Structure 2: Single Domain With Subdomains
Examples
With a structure based on ISO 3166-1 alpha-2 and ISO 639-1:
- United States: us.site.com/en/home
- Canada, English: ca.site.com/en/home
- Canada, French: ca.site.com/fr/home
- Mexico: mx.site.com/es/home
- Brazil: br.site.com/pt/home
Pros
Geographic targeting:
When it comes to URL structures for multiregional and multilingual websites, many consider subdomains as the happy medium between page paths and ccTLDs.
With a subdomain, website owners can signal that certain sections of their websites are targeted to specific countries and regions without limiting them to language.
DNS zone separation:
Subdomains allow the separation of DNS zones between countries and/or languages. In large, international organizations where countries have their own agencies and teams, this separation can be critical to meeting local needs without relinquishing global control.
Cons
Easy to mistype and hard to remember:
Subdomains are easy to get wrong when typing into the browser address bar and generally difficult to remember. When branding and memorability are critical, a subdomain-based URL structure may be frowned upon.
Adds technical complexity:
In a large organization with many websites, the number of A records pointing to subdomains can easily pile up and become tedious to manage.
The same applies to the Content Management System (CMS) that powers these websites. In most cases, subdomains mean separate CMS instances, which makes developing and maintaining things even more complex. Keep this in mind, especially if your IT team is understaffed.

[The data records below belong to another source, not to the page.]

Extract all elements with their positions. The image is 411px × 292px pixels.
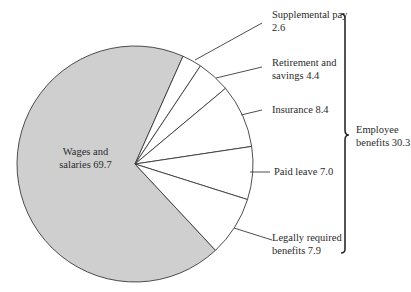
label-line: 2.6 [272, 21, 348, 34]
employee-benefits-bracket [341, 14, 349, 253]
label-line: salaries 69.7 [48, 158, 123, 171]
leader-insurance [241, 110, 262, 115]
label-line: Wages and [48, 145, 123, 158]
label-line: Employee [356, 123, 410, 136]
label-supplemental-pay: Supplemental pay 2.6 [272, 8, 348, 34]
label-line: benefits 30.3 [356, 136, 410, 149]
label-line: Supplemental pay [272, 8, 348, 21]
leader-supplemental [195, 23, 262, 60]
label-line: benefits 7.9 [272, 244, 342, 257]
label-line: Paid leave 7.0 [274, 165, 333, 178]
label-employee-benefits: Employee benefits 30.3 [356, 123, 410, 149]
leader-legally [234, 228, 272, 240]
label-insurance: Insurance 8.4 [272, 103, 329, 116]
label-paid-leave: Paid leave 7.0 [274, 165, 333, 178]
label-line: savings 4.4 [272, 69, 336, 82]
label-legally-required-benefits: Legally required benefits 7.9 [272, 231, 342, 257]
label-retirement-and-savings: Retirement and savings 4.4 [272, 56, 336, 82]
leader-retirement [216, 67, 262, 78]
label-line: Retirement and [272, 56, 336, 69]
label-line: Legally required [272, 231, 342, 244]
label-line: Insurance 8.4 [272, 103, 329, 116]
label-wages-and-salaries: Wages and salaries 69.7 [48, 145, 123, 171]
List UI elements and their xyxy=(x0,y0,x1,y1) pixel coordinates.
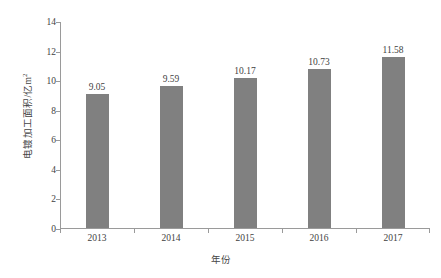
y-axis-line xyxy=(60,22,61,229)
bar-value-label: 9.05 xyxy=(89,82,106,92)
y-axis-tick-mark xyxy=(56,22,60,23)
y-axis-tick-mark xyxy=(56,140,60,141)
bar xyxy=(382,57,405,228)
bar-value-label: 9.59 xyxy=(163,74,180,84)
y-axis-tick-label: 10 xyxy=(47,76,57,86)
x-axis-tick-labels: 20132014201520162017 xyxy=(60,233,430,249)
y-axis-title-superscript: 2 xyxy=(21,73,29,77)
y-axis-tick-mark xyxy=(56,170,60,171)
y-axis-tick-mark xyxy=(56,111,60,112)
y-axis-title-text: 电镀加工面积/亿m xyxy=(23,77,33,159)
bar-value-label: 10.73 xyxy=(308,57,329,67)
bar-value-label: 11.58 xyxy=(382,45,403,55)
y-axis-tick-mark xyxy=(56,81,60,82)
y-axis-tick-labels: 02468101214 xyxy=(34,22,56,229)
y-axis-tick-mark xyxy=(56,52,60,53)
bar xyxy=(86,94,109,228)
y-axis-tick-label: 12 xyxy=(47,47,57,57)
x-axis-line xyxy=(60,228,430,229)
bar-value-label: 10.17 xyxy=(234,66,255,76)
plot-area: 9.059.5910.1710.7311.58 xyxy=(60,22,430,229)
x-axis-tick-label: 2014 xyxy=(162,233,181,243)
bar xyxy=(160,86,183,228)
bar-chart-figure: 电镀加工面积/亿m2 02468101214 9.059.5910.1710.7… xyxy=(0,0,441,278)
x-axis-tick-label: 2017 xyxy=(384,233,403,243)
x-axis-title-text: 年份 xyxy=(211,255,231,265)
x-axis-title: 年份 xyxy=(0,252,441,266)
y-axis-tick-label: 14 xyxy=(47,17,57,27)
bar xyxy=(234,78,257,228)
x-axis-tick-label: 2016 xyxy=(310,233,329,243)
y-axis-tick-mark xyxy=(56,199,60,200)
bar xyxy=(308,69,331,228)
x-axis-tick-label: 2015 xyxy=(236,233,255,243)
x-axis-tick-label: 2013 xyxy=(88,233,107,243)
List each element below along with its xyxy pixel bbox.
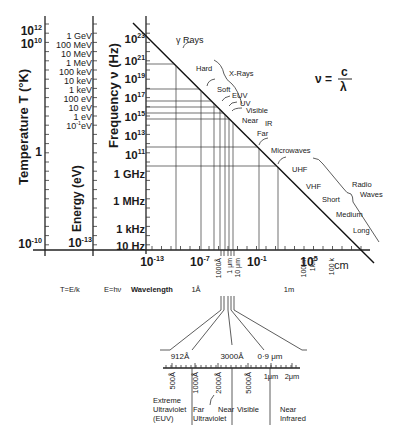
frequency-tick-label: 1013 [125, 129, 146, 142]
wavelength-marker-label: 1000Å [214, 258, 222, 279]
wavelength-unit: cm [334, 259, 349, 271]
band-label-vhf: VHF [306, 182, 321, 191]
inset-region-label: Ultraviolet [193, 414, 227, 423]
uhf-brace [278, 157, 286, 164]
inset-region-label: Extreme [153, 396, 181, 405]
inset-region-label: Near [218, 405, 235, 414]
band-label-hard: Hard [196, 64, 212, 73]
band-label-microwaves: Microwaves [271, 146, 311, 155]
microwave-brace [259, 138, 268, 145]
temperature-tick-label: 10-10 [18, 236, 42, 251]
axis-labels: 10121010110-101 GeV100 MeV10 MeV1 MeV100… [18, 23, 335, 294]
band-label-uhf: UHF [292, 165, 308, 174]
formula-lhs: ν = [315, 72, 332, 86]
nu-lambda-diagonal [133, 23, 374, 263]
band-label-visible: Visible [246, 106, 268, 115]
inset-region-label: Ultraviolet [153, 405, 187, 414]
wavelength-tick-label: 10-7 [190, 254, 210, 269]
euv-brace [222, 96, 230, 101]
inset-scale-label: 2000Å [214, 372, 223, 394]
energy-tick-label: 10-1eV [66, 120, 92, 131]
band-label-short: Short [322, 195, 341, 204]
band-label-rays: γ Rays [176, 35, 204, 45]
frequency-axis-title: Frequency ν (Hz) [106, 43, 121, 148]
inset-boundary-label: 912Å [171, 352, 190, 361]
band-label-ir: IR [265, 119, 273, 128]
frequency-tick-label: 1 MHz [113, 195, 145, 207]
wavelength-marker-label: 1m [284, 285, 294, 294]
relation-temperature: T=E/k [60, 285, 80, 294]
frequency-tick-label: 1023 [125, 32, 146, 45]
band-label-soft: Soft [217, 85, 231, 94]
inset-region-label: Near [280, 405, 297, 414]
band-labels: γ RaysHardX-RaysSoftEUVUVVisibleNearIRFa… [176, 35, 383, 235]
frequency-tick-label: 1015 [125, 110, 146, 123]
band-label-xrays: X-Rays [229, 69, 254, 78]
soft-brace [207, 79, 215, 86]
inset-region-label: Far [193, 405, 205, 414]
wavelength-marker-label: 1Å [191, 285, 200, 294]
inset-scale-label: 5000Å [244, 372, 253, 394]
inset-region-label: Infrared [280, 414, 306, 423]
wavelength-marker-label: 100 m [300, 258, 307, 278]
inset-region-label: Visible [237, 405, 259, 414]
temperature-tick-label: 1 [35, 145, 42, 159]
inset-scale-label: 2μm [285, 372, 300, 381]
relation-energy: E=hν [104, 285, 122, 294]
far-near-brace [210, 395, 214, 405]
frequency-tick-label: 1017 [125, 91, 146, 104]
inset-boundary-label: 0·9 μm [257, 352, 282, 361]
inset-boundary-label: 3000Å [220, 352, 244, 361]
wavelength-marker-label: 10 μm [234, 258, 242, 278]
band-label-near: Near [242, 116, 259, 125]
band-gridlines [146, 64, 278, 256]
formula-denominator: λ [340, 80, 347, 94]
uv-brace [229, 102, 237, 106]
em-spectrum-diagram: Temperature T (°K) Energy (eV) Frequency… [0, 0, 405, 437]
wavelength-tick-label: 10-13 [140, 254, 164, 269]
wavelength-label: Wavelength [131, 285, 173, 294]
frequency-tick-label: 10 Hz [116, 240, 145, 252]
frequency-tick-label: 1 kHz [116, 223, 145, 235]
formula: ν = c λ [315, 65, 352, 94]
visible-brace [232, 108, 242, 111]
inset-connectors [160, 296, 307, 350]
frequency-tick-label: 1 GHz [114, 168, 146, 180]
energy-tick-label: 10-13 [68, 235, 92, 250]
wavelength-marker-label: 1 μm [226, 258, 234, 274]
frequency-tick-label: 1019 [125, 72, 146, 85]
temperature-tick-label: 1010 [21, 36, 42, 51]
energy-axis-title: Energy (eV) [70, 165, 84, 232]
inset-scale-label: 1μm [264, 372, 279, 381]
band-label-radio: Radio [352, 180, 372, 189]
inset-scale-label: 500Å [168, 372, 177, 390]
inset-scale-label: 1000Å [191, 372, 200, 394]
frequency-tick-label: 1011 [125, 148, 145, 161]
formula-numerator: c [341, 65, 348, 79]
band-label-long: Long [353, 226, 370, 235]
wavelength-tick-label: 10-1 [247, 254, 267, 269]
frequency-tick-label: 1021 [125, 54, 146, 67]
visible-region-inset: 912Å3000Å0·9 μm500Å1000Å2000Å5000Å1μm2μm… [153, 352, 306, 425]
wavelength-marker-label: 1km [309, 258, 316, 271]
inset-region-label: (EUV) [153, 414, 174, 423]
band-label-waves: Waves [360, 190, 383, 199]
temperature-axis-title: Temperature T (°K) [16, 69, 31, 185]
band-label-far: Far [257, 129, 269, 138]
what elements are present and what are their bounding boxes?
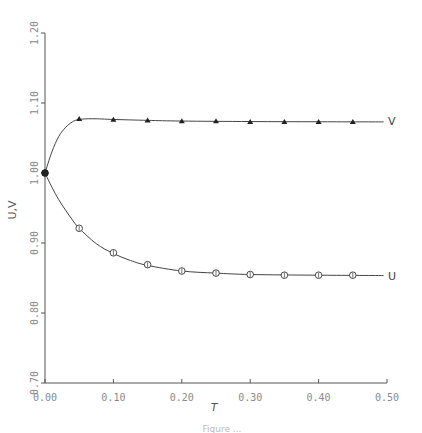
- data-series: [42, 116, 384, 278]
- axes: [45, 33, 387, 383]
- y-axis-title: U,V: [6, 200, 19, 220]
- x-tick-label: 0.50: [375, 392, 399, 403]
- series-v: [42, 116, 384, 176]
- y-tick-label: 0.70: [29, 371, 40, 395]
- triangle-marker: [213, 118, 219, 123]
- y-tick-label: 1.10: [29, 91, 40, 115]
- y-tick-label: 1.00: [29, 161, 40, 185]
- x-axis-title: T: [211, 401, 219, 414]
- start-point-marker: [42, 170, 48, 176]
- series-u: [42, 170, 384, 279]
- y-tick-label: 0.80: [29, 301, 40, 325]
- series-label-v: V: [388, 115, 396, 128]
- curve-v: [45, 119, 384, 173]
- line-chart: 0.000.100.200.300.400.50 0.700.800.901.0…: [0, 0, 422, 433]
- x-tick-label: 0.20: [170, 392, 194, 403]
- y-tick-label: 0.90: [29, 231, 40, 255]
- triangle-marker: [76, 116, 82, 121]
- y-tick-label: 1.20: [29, 21, 40, 45]
- curve-u: [45, 173, 384, 276]
- series-label-u: U: [388, 270, 396, 283]
- x-tick-label: 0.10: [101, 392, 125, 403]
- figure-caption: Figure ...: [203, 424, 242, 433]
- x-tick-label: 0.40: [307, 392, 331, 403]
- x-tick-label: 0.30: [238, 392, 262, 403]
- y-axis-ticks: 0.700.800.901.001.101.20: [29, 21, 45, 395]
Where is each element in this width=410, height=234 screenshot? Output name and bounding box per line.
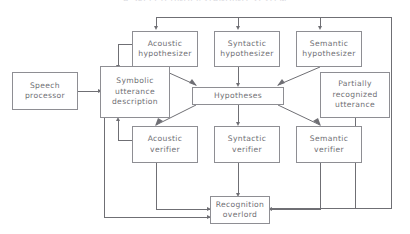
syntactic-hyp-line2: hypothesizer [220,49,273,60]
node-semantic-verifier[interactable]: Semantic verifier [296,126,362,163]
partial-utterance-line2: recognized [332,90,377,101]
node-hypotheses[interactable]: Hypotheses [192,87,284,105]
node-speech-processor[interactable]: Speech processor [12,72,78,110]
syntactic-ver-line1: Syntactic [228,134,266,145]
node-acoustic-verifier[interactable]: Acoustic verifier [132,126,198,163]
symbolic-utterance-line3: description [112,97,158,108]
node-symbolic-utterance-description[interactable]: Symbolic utterance description [100,66,170,118]
speech-processor-line2: processor [25,91,65,102]
acoustic-hyp-line2: hypothesizer [138,49,191,60]
node-recognition-overlord[interactable]: Recognition overlord [210,196,270,224]
symbolic-utterance-line2: utterance [115,87,155,98]
recognition-overlord-line1: Recognition [216,200,265,211]
syntactic-hyp-line1: Syntactic [228,39,266,50]
acoustic-ver-line2: verifier [150,145,180,156]
node-syntactic-hypothesizer[interactable]: Syntactic hypothesizer [214,31,280,67]
partial-utterance-line1: Partially [338,79,372,90]
semantic-hyp-line1: Semantic [310,39,348,50]
semantic-ver-line1: Semantic [310,134,348,145]
syntactic-ver-line2: verifier [232,145,262,156]
acoustic-hyp-line1: Acoustic [148,39,183,50]
node-partially-recognized-utterance[interactable]: Partially recognized utterance [320,72,390,118]
semantic-ver-line2: verifier [314,145,344,156]
hypotheses-label: Hypotheses [214,91,262,102]
acoustic-ver-line1: Acoustic [148,134,183,145]
symbolic-utterance-line1: Symbolic [116,76,153,87]
node-semantic-hypothesizer[interactable]: Semantic hypothesizer [296,31,362,67]
node-syntactic-verifier[interactable]: Syntactic verifier [214,126,280,163]
partial-utterance-line3: utterance [335,100,375,111]
semantic-hyp-line2: hypothesizer [302,49,355,60]
recognition-overlord-line2: overlord [223,210,257,221]
diagram-canvas: A SPEECH UNDERSTANDING SYSTEM [0,0,410,234]
speech-processor-line1: Speech [30,81,60,92]
node-acoustic-hypothesizer[interactable]: Acoustic hypothesizer [132,31,198,67]
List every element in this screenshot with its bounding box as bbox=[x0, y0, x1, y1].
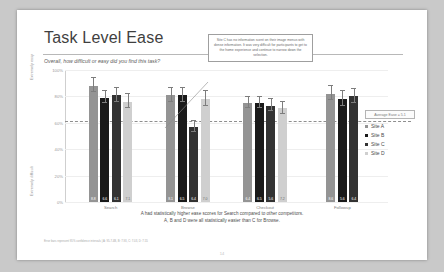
bar-site-b[interactable]: 6.6 bbox=[100, 98, 109, 202]
legend-item-label: Site C bbox=[371, 141, 385, 147]
chart-legend: Average Ease = 5.1 Site ASite BSite CSit… bbox=[365, 110, 415, 159]
average-ease-badge: Average Ease = 5.1 bbox=[365, 110, 415, 119]
error-bar bbox=[114, 87, 119, 102]
bar-value-label: 8.8 bbox=[89, 197, 98, 201]
bar-site-d[interactable]: 7.2 bbox=[278, 108, 287, 202]
bar-group: 6.46.55.67.2Checkout bbox=[227, 70, 304, 202]
error-bar bbox=[191, 120, 196, 133]
bar-site-c[interactable]: 5.6 bbox=[266, 106, 275, 202]
bar-group: 8.16.56.47.0Browse bbox=[149, 70, 226, 202]
slide-canvas: Task Level Ease Overall, how difficult o… bbox=[17, 10, 427, 260]
bar-site-b[interactable]: 6.5 bbox=[255, 103, 264, 202]
bar-site-d[interactable]: 7.0 bbox=[201, 99, 210, 202]
y-axis-tick-label: 0% bbox=[43, 200, 63, 205]
legend-item[interactable]: Site D bbox=[365, 150, 415, 156]
legend-items: Site ASite BSite CSite D bbox=[365, 123, 415, 156]
error-bar bbox=[125, 93, 130, 108]
legend-item[interactable]: Site A bbox=[365, 123, 415, 129]
error-bar bbox=[203, 90, 208, 105]
y-axis-tick-label: 80% bbox=[43, 94, 63, 99]
bar-site-c[interactable]: 6.4 bbox=[349, 96, 358, 202]
bar-site-a[interactable]: 6.4 bbox=[243, 103, 252, 202]
error-bar bbox=[340, 90, 345, 105]
page-subtitle: Overall, how difficult or easy did you f… bbox=[44, 58, 160, 64]
bar-site-a[interactable]: 8.1 bbox=[166, 95, 175, 202]
callout-annotation: Site C has no information scent on their… bbox=[208, 34, 313, 62]
legend-swatch-icon bbox=[365, 152, 368, 155]
page-number: 14 bbox=[17, 251, 427, 256]
y-axis-label-top: Extremely easy bbox=[30, 54, 34, 80]
bar-site-b[interactable]: 5.6 bbox=[338, 99, 347, 202]
bar-value-label: 8.6 bbox=[326, 197, 335, 201]
error-bar bbox=[91, 77, 96, 92]
bar-site-b[interactable]: 6.5 bbox=[178, 95, 187, 202]
error-bar bbox=[257, 96, 262, 109]
bar-site-c[interactable]: 6.1 bbox=[112, 95, 121, 202]
bar-value-label: 6.4 bbox=[189, 197, 198, 201]
legend-item[interactable]: Site B bbox=[365, 132, 415, 138]
error-bar bbox=[168, 87, 173, 102]
conclusion-text: A had statistically higher ease scores f… bbox=[72, 210, 372, 225]
error-bar bbox=[280, 101, 285, 114]
conclusion-line-2: A, B and D were all statistically easier… bbox=[72, 217, 372, 224]
legend-item-label: Site A bbox=[371, 123, 384, 129]
y-axis-label-bottom: Extremely difficult bbox=[30, 166, 34, 196]
bar-value-label: 7.1 bbox=[123, 197, 132, 201]
conclusion-line-1: A had statistically higher ease scores f… bbox=[72, 210, 372, 217]
error-bar bbox=[268, 98, 273, 111]
legend-swatch-icon bbox=[365, 125, 368, 128]
bar-site-a[interactable]: 8.8 bbox=[89, 86, 98, 202]
bar-site-c[interactable]: 6.4 bbox=[189, 127, 198, 202]
grid-line bbox=[65, 202, 388, 203]
bar-value-label: 6.4 bbox=[243, 197, 252, 201]
bar-value-label: 5.6 bbox=[338, 197, 347, 201]
bar-value-label: 7.2 bbox=[278, 197, 287, 201]
bar-value-label: 6.4 bbox=[349, 197, 358, 201]
legend-item-label: Site D bbox=[371, 150, 385, 156]
bar-value-label: 6.1 bbox=[112, 197, 121, 201]
bar-group: 8.86.66.17.1Search bbox=[72, 70, 149, 202]
bar-value-label: 8.1 bbox=[166, 197, 175, 201]
legend-swatch-icon bbox=[365, 143, 368, 146]
legend-item-label: Site B bbox=[371, 132, 384, 138]
footnote-text: Error bars represent 95% confidence inte… bbox=[44, 239, 344, 243]
legend-swatch-icon bbox=[365, 134, 368, 137]
y-axis bbox=[65, 70, 66, 202]
bar-site-d[interactable]: 7.1 bbox=[123, 102, 132, 202]
bar-site-a[interactable]: 8.6 bbox=[326, 94, 335, 202]
y-axis-tick-label: 20% bbox=[43, 174, 63, 179]
bar-value-label: 6.6 bbox=[100, 197, 109, 201]
bar-value-label: 6.5 bbox=[178, 197, 187, 201]
error-bar bbox=[180, 87, 185, 102]
error-bar bbox=[351, 88, 356, 103]
error-bar bbox=[102, 90, 107, 103]
y-axis-tick-label: 60% bbox=[43, 121, 63, 126]
bar-value-label: 7.0 bbox=[201, 197, 210, 201]
y-axis-tick-label: 40% bbox=[43, 147, 63, 152]
bar-value-label: 6.5 bbox=[255, 197, 264, 201]
legend-item[interactable]: Site C bbox=[365, 141, 415, 147]
error-bar bbox=[245, 96, 250, 109]
error-bar bbox=[328, 85, 333, 100]
bar-chart: 100%80%60%40%20%0% Extremely easy Extrem… bbox=[43, 70, 388, 202]
bar-value-label: 5.6 bbox=[266, 197, 275, 201]
y-axis-tick-label: 100% bbox=[43, 68, 63, 73]
page-title: Task Level Ease bbox=[44, 29, 164, 47]
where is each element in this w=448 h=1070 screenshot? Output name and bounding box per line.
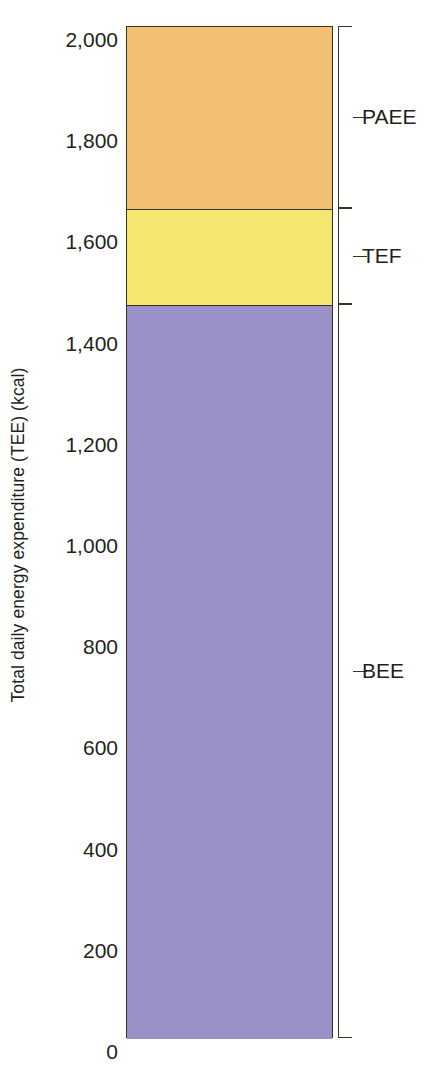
- stacked-bar-chart-figure: Total daily energy expenditure (TEE) (kc…: [0, 0, 448, 1070]
- y-tick-label: 400: [32, 838, 118, 862]
- paper-grain-texture: [127, 306, 332, 1039]
- y-tick-label: 1,200: [32, 433, 118, 457]
- bracket-paee: [338, 26, 352, 208]
- bar-segment-paee[interactable]: [127, 27, 332, 209]
- bracket-tef: [338, 208, 352, 304]
- bracket-bee: [338, 304, 352, 1038]
- bracket-label-paee: PAEE: [362, 105, 416, 129]
- paper-grain-texture: [127, 210, 332, 305]
- bracket-label-bee: BEE: [362, 659, 404, 683]
- y-tick-label: 1,800: [32, 129, 118, 153]
- y-tick-label: 1,400: [32, 332, 118, 356]
- y-tick-label: 0: [32, 1040, 118, 1064]
- stacked-bar: [126, 26, 333, 1038]
- paper-grain-texture: [127, 27, 332, 209]
- y-tick-label: 1,600: [32, 230, 118, 254]
- y-axis-tick-labels: 2,0001,8001,6001,4001,2001,0008006004002…: [32, 0, 118, 1070]
- y-tick-label: 800: [32, 635, 118, 659]
- y-axis-title: Total daily energy expenditure (TEE) (kc…: [0, 0, 36, 1070]
- y-tick-label: 600: [32, 736, 118, 760]
- y-tick-label: 200: [32, 939, 118, 963]
- bracket-label-tef: TEF: [362, 244, 402, 268]
- bar-segment-tef[interactable]: [127, 209, 332, 305]
- y-tick-label: 1,000: [32, 534, 118, 558]
- bar-segment-bee[interactable]: [127, 305, 332, 1039]
- y-tick-label: 2,000: [32, 28, 118, 52]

Structure 3: Country-Code Domain Names
Examples
- United States: site.us/home
- Canada, English: site.ca/en/home
- Canada, French: site.ca/fr/home
- Mexico: site.mx/home
- Brazil: site.br/home
Pros
Branding:
Branding is important, especially for international organizations. A local domain name can help distinguish the subsidiary from the HQ in the minds and hearts of customers—and make the company or product come across as more local.
While this won’t matter to some, it will make all the difference in the world to others.
Strong local SEO signals:
As Moz explains, ccTLDs are the best way for a website owner to signal that their website’s content is targeted to a specific country or region without necessarily being tied to a specific language.
For this reason, many international corporations opt for ccTLDs, even though they can be so difficult to buy in the first place (more on this below).
Cons
Difficult to buy and expensive to maintain:
Whereas gTLDs like .com, .net, and .org are governed by ICANN and can be registered by anyone, at any registrar, ccTLDs are a little more complicated… they are issued by regulatory bodies and national registrars in the countries they relate to.
Some countries have strict rules and application procedures for ccTLD registrations, which can make implementing this URL structure slow and downright burdensome. Considering the amount of domain names you have to purchase and renew, it’s also costly.
Each domain/website requires SEO separately:
Another thing that’s costly with ccTLDs is SEO.
When the websites for all branches of a company are hosted under the same domain, all websites benefit from new links from news mentions, press releases and blog posts.
This doesn’t apply to ccTLDs, where link building must be done separately for each website. When you consider the rising costs of content creation and link building, the content marketing costs that result from such a structure can really add up.